As for your construction example - plenty of bricklayers are sub-contractors and may well be self-employed, meaning their work patterns are already likely to be flexible.

MustardScreams · 16/12/2019 11:50

@Waspnest what if people have disabled children and can’t work because they need to care for them, live in a council house and have no money spare at the end of the month?

Do you live in an alternate reality where everyone is rich or something?

fascicle · 16/12/2019 11:56

sunglasses123
So my right wing view of Labours defeat is...

Your opinions and list would have been influenced by a phenomenally astute Tory media campaign, which you don't mention, and would have been a primary factor in the scale of the Tory win/Labour loss.

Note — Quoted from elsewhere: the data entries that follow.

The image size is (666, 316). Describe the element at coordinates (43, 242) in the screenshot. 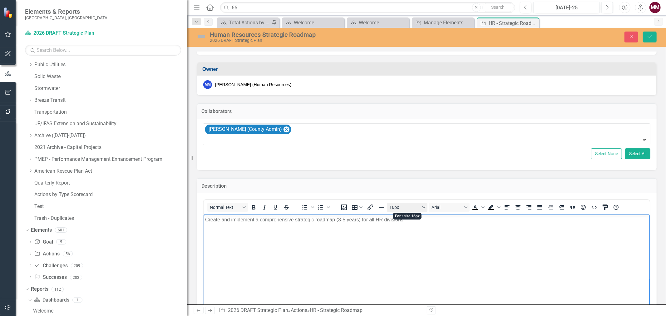

I see `a: Goal` at that location.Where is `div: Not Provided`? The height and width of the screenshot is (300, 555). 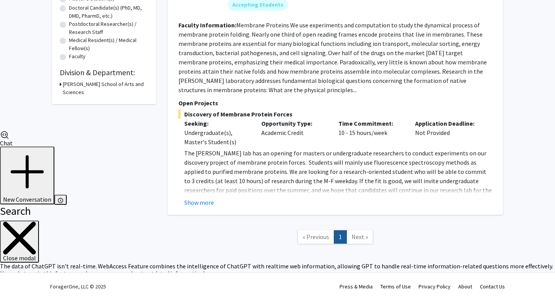 div: Not Provided is located at coordinates (448, 133).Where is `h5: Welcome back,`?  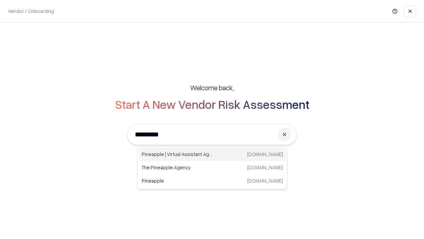
h5: Welcome back, is located at coordinates (212, 87).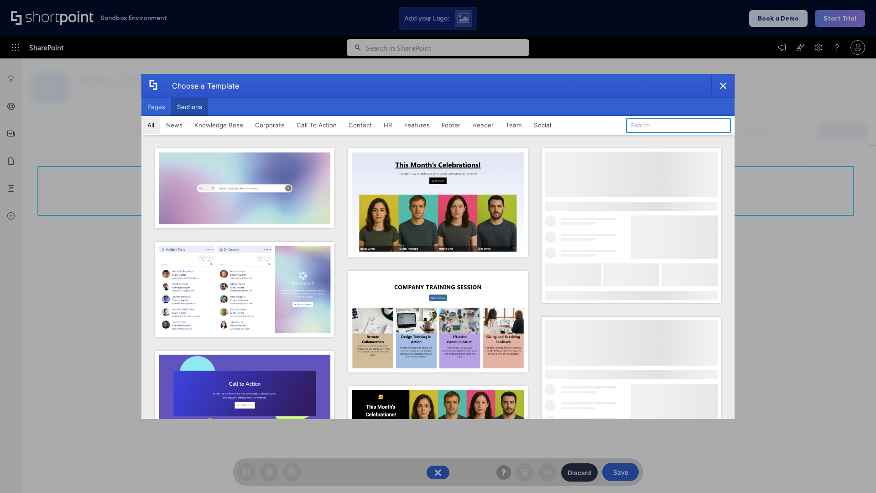 The image size is (876, 493). Describe the element at coordinates (360, 125) in the screenshot. I see `button: Contact` at that location.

Waspnest · 16/12/2019 12:00

If they have no money at the end of the month they're not going to have anything to leave to their children when they die are they so inheritance tax is irrelevant. And my comment was about inheritance tax. Hmm

churchandstate · 16/12/2019 12:15

That's fine. But dont try and become leader of the labour party. JC is welcome to this k he wants. But he also wanted to be elected.

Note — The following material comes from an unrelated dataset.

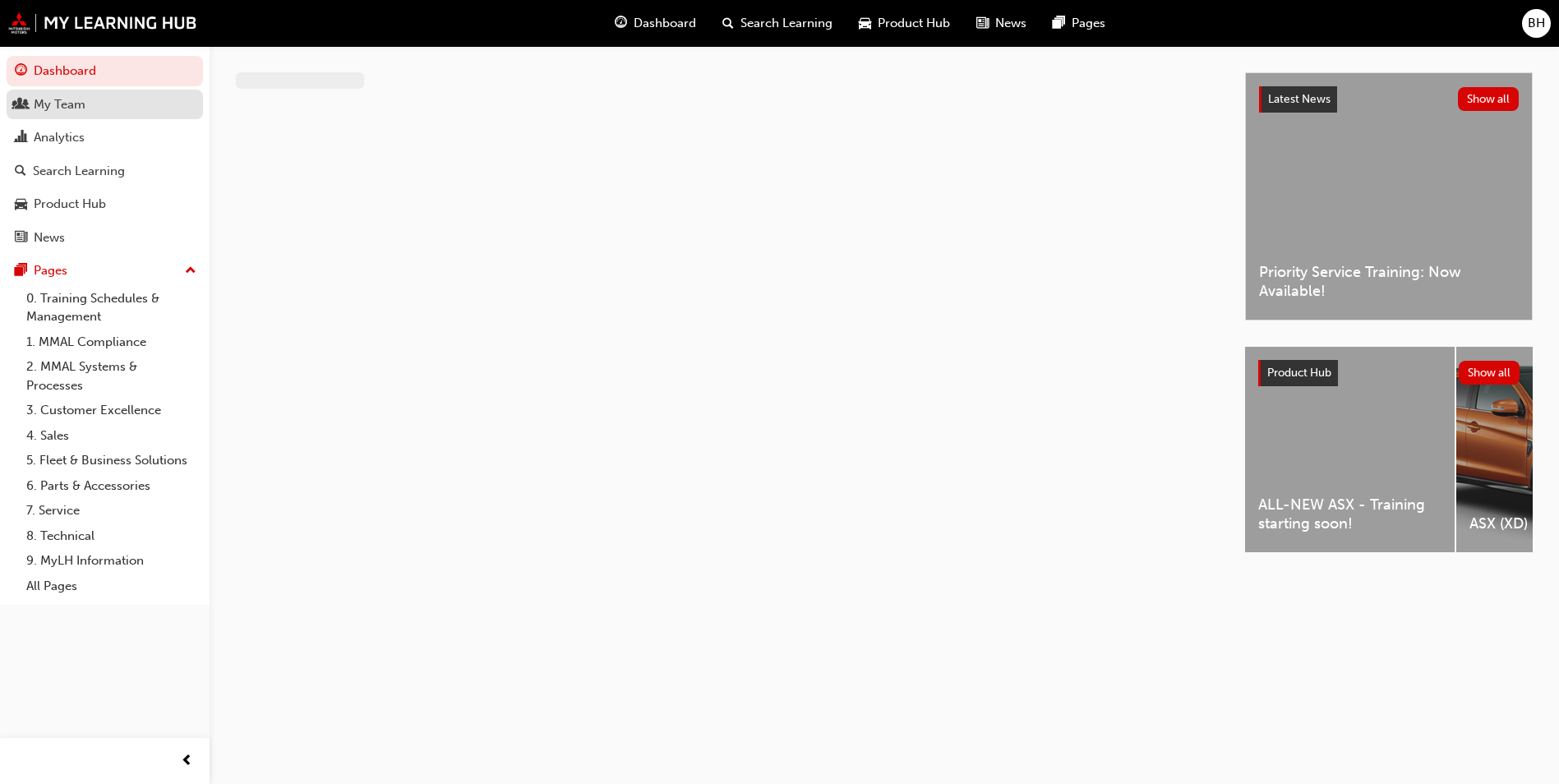  What do you see at coordinates (104, 204) in the screenshot?
I see `a: Product Hub` at bounding box center [104, 204].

It’s not currently my plan to lead the Labour Party. If I did want to do so, I would have to convince a large group of its members that I was the right person to do so. So I can say whatever I want and do whatever I want; the responsibility for who becomes leader is collective, not individual.

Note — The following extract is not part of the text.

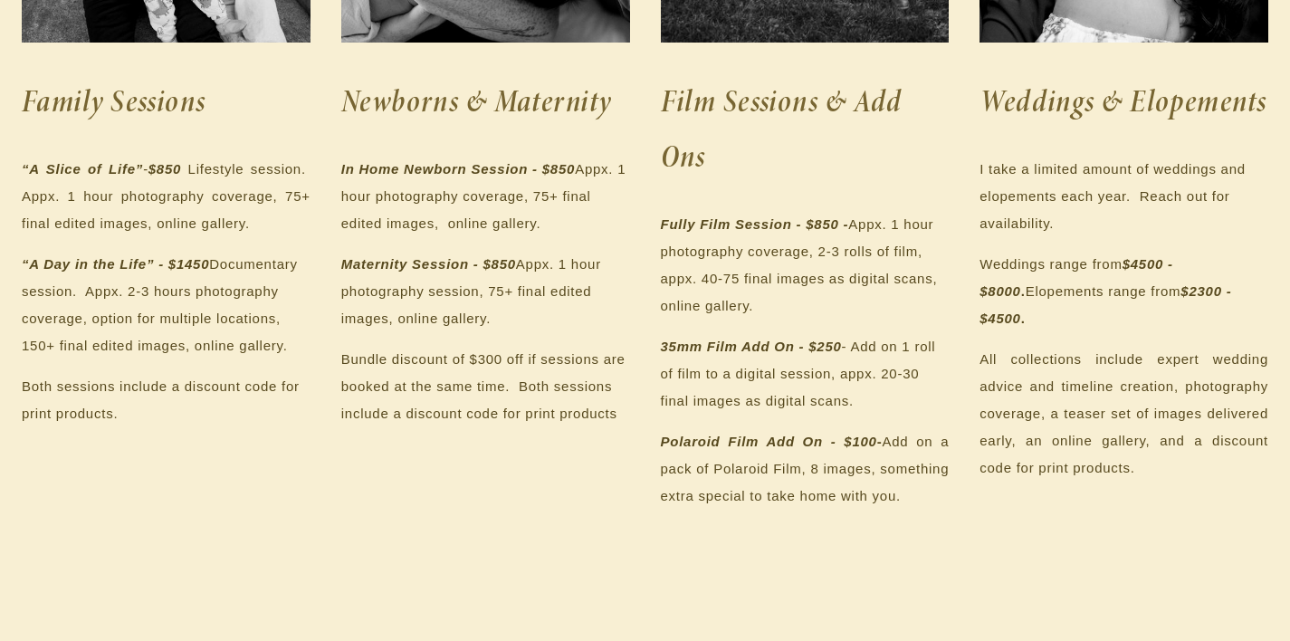 This screenshot has height=641, width=1290. What do you see at coordinates (751, 346) in the screenshot?
I see `em: 35mm Film Add On - $250` at bounding box center [751, 346].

churchandstate · 16/12/2019 12:17

Waspnest

It’s my belief that inheritance tax is an unnecessary state incursion into private giving between individuals. The money has been taxed already at the point of earning. I don’t believe wanting security for your dependents and people who come after you is wrong.

Where I would compromise would be on the amounts: large inheritances, I would be happy to make these subject to tax because they do help to drive generational inequality. Ordinary inheritances (a home, a cash sum but not an excessive one) I would be inclined to leave alone.

Comefromaway · 16/12/2019 12:18

As for your construction example - plenty of bricklayers are sub-contractors and may well be self-employed, meaning their work patterns are already likely to be flexible.

And they are either hourly paid or they quote for specific jobs. The company I work for (almost everyone is employed not a subbie) could accommodate a 4 day working week by taking on extra staff but certainly not at the same pay. Margins are very tight as it is and companies are going under due to the extra costs to employers.

noblegiraffe · 16/12/2019 12:21

But the Labour position was that better access to broadband would be beneficial for the economy.

Indeed. But broadband installation is really expensive. Is free access to broadband that much better for the economy that it is worth the amount Labour would need to spend providing it? They’d have to buy the stuff off Openreach, compensate current providers etc.

And people in the above £80k bracket who are supposed to be paying for this stuff are now getting their broadband for free. So if their extra tax is now paying for their broadband, who is paying for the extra teachers?

And everybody knows what a total fuck up large scale government IT projects are. Who thinks free Labour broadband would be anything but glitchy and shit?

Puzzledandpissedoff · 16/12/2019 12:23

I'd suggest that another factor in Labour's post-2017 decline is that the extreme left, convinced their time was coming, allowed the mask to slip rather too soon. I've worked alongside such as Chris Williamson, seen the way they operate and understand that to most reasonable people their behaviour is anathema

Nor do I accept that Brexit was a major factor, given the closeness of the referendum. To me it simply doesn't compute that such a narrow margin can translate into a major swing against one party's position on the subject

What worries me most, though, is the lack of any real signs that Labour have even begun to address their failure. I appreciate it's painful, but the utter denial we're seeing doesn't bode well for future electability, far less for them being an effective opposition in the meantime

Waspnest · 16/12/2019 12:24

Most of the money accumulated by elderly people alive today is due to the ridiculous rise in house prices so actually no tax has been paid on it. You must be aware of that surely?